Gastrostomy is used to feed palliative patients with dysphagia. Currently, the preference is given to percutaneous puncture methods of gastrostomy, which do not require general anesthesia. Percutaneous puncture techniques are possible only if the patency of the upper parts of the digestive tract still exists for the «pull method» and can require additional X-ray irradiation in case of the «push method». These operations require expensive disposable kits, which affects the prevalence and availability of the technique. Therefore, the use of an alternative minimally invasive gastrostomy through minilaparotomy is justified. Minimal-invasive pressure gastrostomy is known for a long time, and in combination with small access, it can be successfully used to provide nutrition for palliative patients with dysphagia. Most patients with dysphagia have a thin anterior abdominal wall, which allows using minimal access. It is important to choose the right place of the incision so that access is in the area of the formation of the fistula. To obtain additional diagnostic information one can use a radiography of the abdominal cavity, which shows the gas bubble of the stomach, and other high-tech methods: ultrasound, spiral computed tomography, etc. At the same time such patients do not require general anesthesia, it is possible to perform the operation under a local anesthesia. The article provides a detailed description of the technique of minimal invasive laparotomy gastrostomy and two clinical observations of palliative patients who underwent this operation.
Complete care of a patient is important in palliative medicine. The necessity of nutrition support is determined by the severity of nutritive, trophic deficit, features of diseases which can cause (or which have already caused) protein-energy deficiency. Nutritive support is a multidisciplinary problem: it concerns not only a dietitian and an intensive care specialist but also a surgeon, a gastroenterologist, an oncologist, a dentist and other specialists who face patients unabled to satisfy their needs by physiological way. The feeding using gastral tube or gastrostomy should be special because oral cavity is switched off the nutrition. Efficiency of treatment rises while adapting enteral nutrition to specialties of digestion and metabolism in various types of pathology. Gastroenteric tube feeding plays a major role in the management of patients with poor voluntary intake, chronic neurological or mechanical dysphagia or gut dysfunction and in patients who are critically ill. Enteral nutrition is often used for children as well as for adults. Children may require enteral feeding for a wide range of underlying conditions, such as for malnutrition, for increased energy requirement, for metabolic disorders and also for children with neuromuscular disorders. Two main steps help to solve the problem of malnutrition: choosing the composition of formula and choosing the way to deliver the formula. This article gives a specification in using various feeding formulas according to different diseases and describes different ways to deliver the formula (from gastral tube to gastrostomy). If swallowing reflex is absent the formula should be delivered directly to stomach. The best way for a long-term or permanent nutrition support is feeding using gastrostomy. This article describes some surgical aspects of different types of gastrostomy from classical one to modern percutaneous endoscopic gastrostomy.
Nutrition is an important problem of palliative care. If oral feeding is not possible, percutaneous endoscopic gastrostomy (PEG) is the method of choice. The wide application of the procedure is limited by the cost of single-use sets produced in other countries. The aim of the study was to review methodic of the PEG and to find an opportunity to reduce its cost. A reusable device was developed for the application of the PEG with use of a Pétzzer catheter. Approbation of the device and methodic was carried out in experiment with 10 rabbits. In 2 cases animals died on the 5th and 6th day after the operation because of acute pneumonia and enterocolitis, complications from the operating wound and gastrostomy were absent. Remaining 8 rabbits were withdrawn from the experiment on the 10-13 day after the operation. In 3 cases purulent infection of the postoperative wound and formation of abscesses of abdominal cavity were revealed, while the gastrostomic fistula was without any signs of failure. In 5 cases were no complications. The gastrostomic fistula was placed next to laparotomic wound and was not complicated in all cases. All the described complications are considered to features of laparotomy and postoperative period in animals. The constructed analogue of the PEG allow significantly reduce costs and increase the economic efficiency of minimally invasive gastrostomy, reduce dependence on foreign materials. Encouraging results obtained in animal experiments allow testing of the technique in clinical settings.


● **Required work**: Would you repeat the entries below word for word and omit the pictures?

-- Data follows --

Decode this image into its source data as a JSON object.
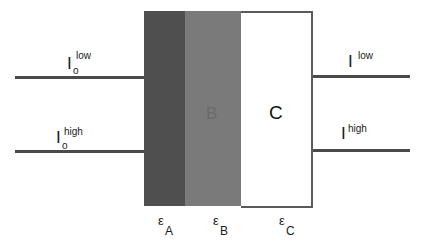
{
  "diagram": {
    "regions": [
      {
        "id": "A",
        "label": "",
        "color": "#4f4f4f"
      },
      {
        "id": "B",
        "label": "B",
        "color": "#7a7a7a"
      },
      {
        "id": "C",
        "label": "C",
        "color": "#ffffff"
      }
    ],
    "inputs": [
      {
        "symbol": "I",
        "sup": "low",
        "sub": "o"
      },
      {
        "symbol": "I",
        "sup": "high",
        "sub": "o"
      }
    ],
    "outputs": [
      {
        "symbol": "I",
        "sup": "low"
      },
      {
        "symbol": "I",
        "sup": "high"
      }
    ],
    "epsilons": [
      {
        "symbol": "ε",
        "sub": "A"
      },
      {
        "symbol": "ε",
        "sub": "B"
      },
      {
        "symbol": "ε",
        "sub": "C"
      }
    ]
  }
}
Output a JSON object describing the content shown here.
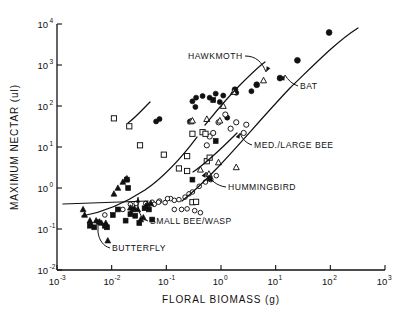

-- Data concluded --

● **Reply**:
Decode this image into its source data as a JSON object.
{
  "diagram": {
    "regions": [
      {
        "id": "A",
        "label": "",
        "color": "#4f4f4f"
      },
      {
        "id": "B",
        "label": "B",
        "color": "#7a7a7a"
      },
      {
        "id": "C",
        "label": "C",
        "color": "#ffffff"
      }
    ],
    "inputs": [
      {
        "symbol": "I",
        "sup": "low",
        "sub": "o"
      },
      {
        "symbol": "I",
        "sup": "high",
        "sub": "o"
      }
    ],
    "outputs": [
      {
        "symbol": "I",
        "sup": "low"
      },
      {
        "symbol": "I",
        "sup": "high"
      }
    ],
    "epsilons": [
      {
        "symbol": "ε",
        "sub": "A"
      },
      {
        "symbol": "ε",
        "sub": "B"
      },
      {
        "symbol": "ε",
        "sub": "C"
      }
    ]
  }
}
Output a JSON object describing the content shown here.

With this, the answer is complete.